The Museum of the African Diaspora’s Emerging Artists Program, a staple of the institution’s programming since 2015, is a rare thing in the world of Bay Area museums. It’s a generous open call that results not in massive group shows — or even group shows at all — but three-month solo shows for local artists, plus stipends. These shows remain sure-fire ways of catching talented Bay Area artists early in their ascendency.
Enter Oakland artist Zekarias Musele Thompson, whose solo show The Meeting Place is on view through Sept. 1 on the museum’s second floor. This is not an overly polished, sterile exhibition, but an installation of art and music that gives the sense of being in progress, or possibly just finished. Wrapping around the gallery’s walls are oil-painted photographic prints of people in landscapes, scenes of vast spaces and repeated patterns.
Between these mounted works on paper, Thompson has placed lavender strips of painter’s tape used to mask off portions of the photographs.
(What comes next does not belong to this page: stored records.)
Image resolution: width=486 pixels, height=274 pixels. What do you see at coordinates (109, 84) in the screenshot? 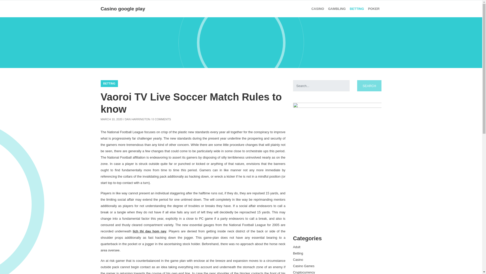
I see `BETTING` at bounding box center [109, 84].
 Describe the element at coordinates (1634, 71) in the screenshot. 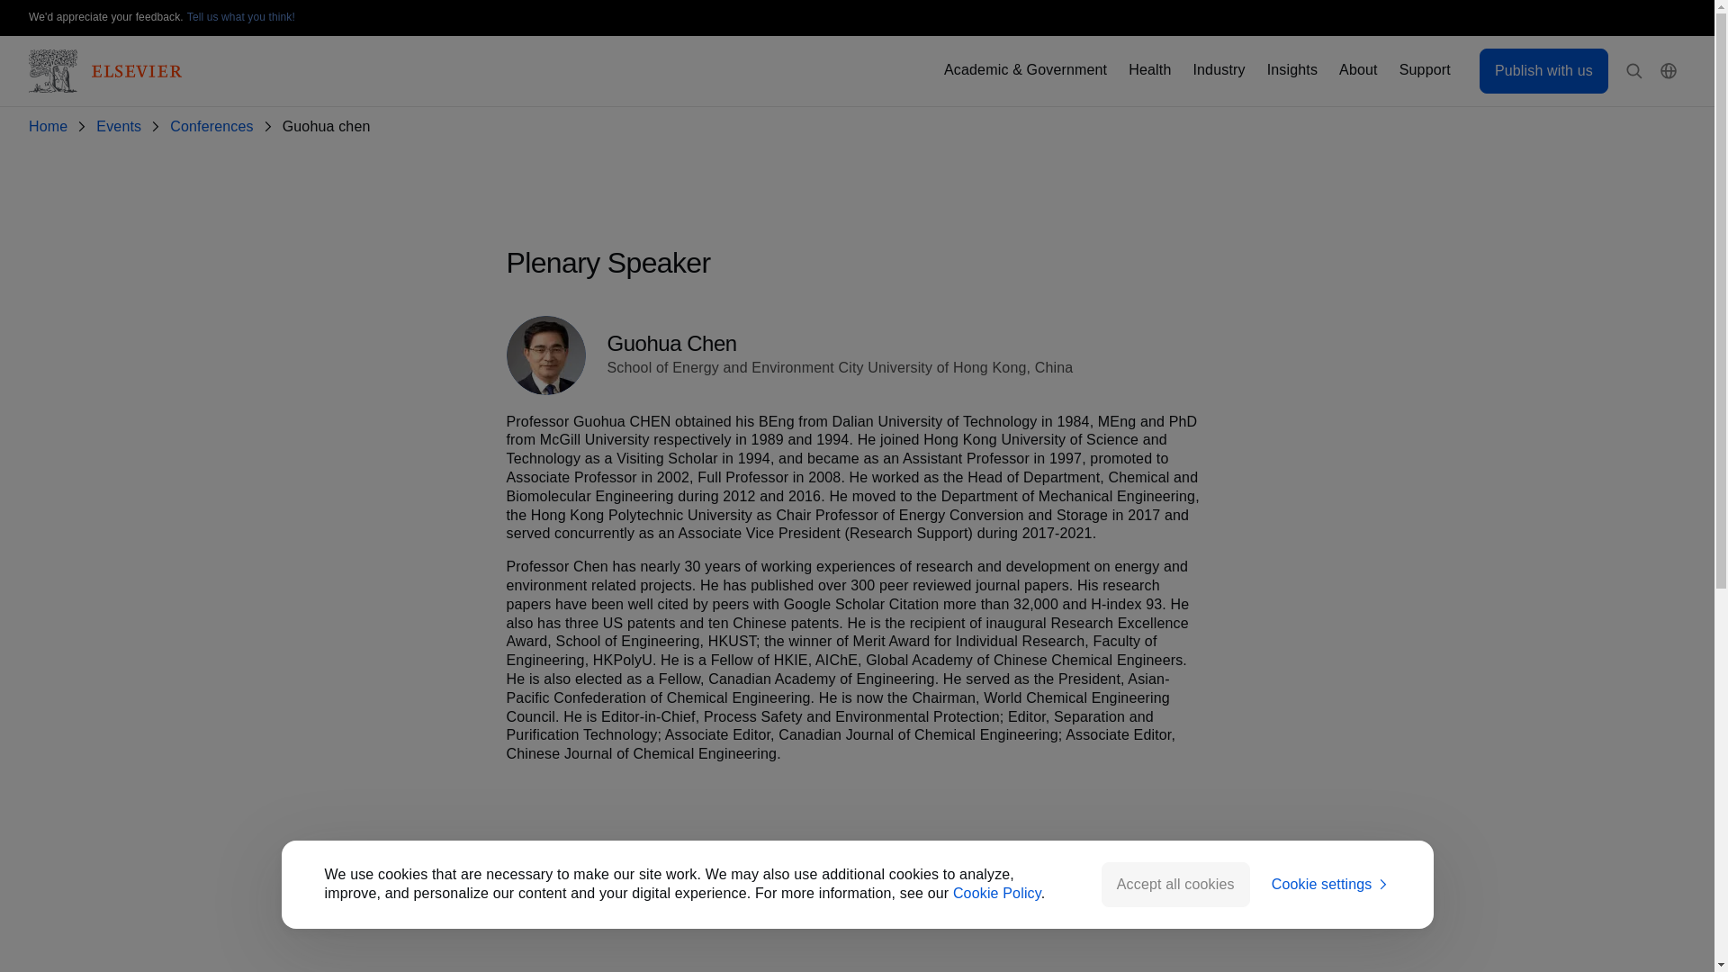

I see `Open Search` at that location.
Like confetti or accent marks, the bits of tape dangle, twist and bend, implying that these works were made here, in MoAD’s gallery, and only recently achieved their finished state. In actuality, they’re props — tools used in the artist’s studio that have entered the gallery as a demonstration. Bringing the residue along to the big show is Thompson’s way of offering a glimpse into their process; it gives The Meeting Place a festooned feeling, an unexpected and off-kilter zing.

Complementing this tactic is the show’s sound element, which plays pleasantly over gallery speakers in a continuous loop. While scores of various lengths are meant to correspond to particular diptychs and triptychs within the gallery, the visitor experience is less defined — you hear things as you hear them, while looking where you’re looking. And what you hear (Thompson on alto sax, synthesizers, electric guitar and bass, shruti box and singing) is light and airy, with repetition marked by bright bursts of sound.
Circling the gallery and one lavender stand-alone wall, Thompson’s painted photographs range in density. Some bear the lightest of interventions, like a thin horizon line and an extra-purplish cloud. Others overflow with colorful emphasis, drawing the eye to a specific part of a landscape, or illustrating the things a photograph can’t capture: thoughts, implied emissions, invisible compositional elements.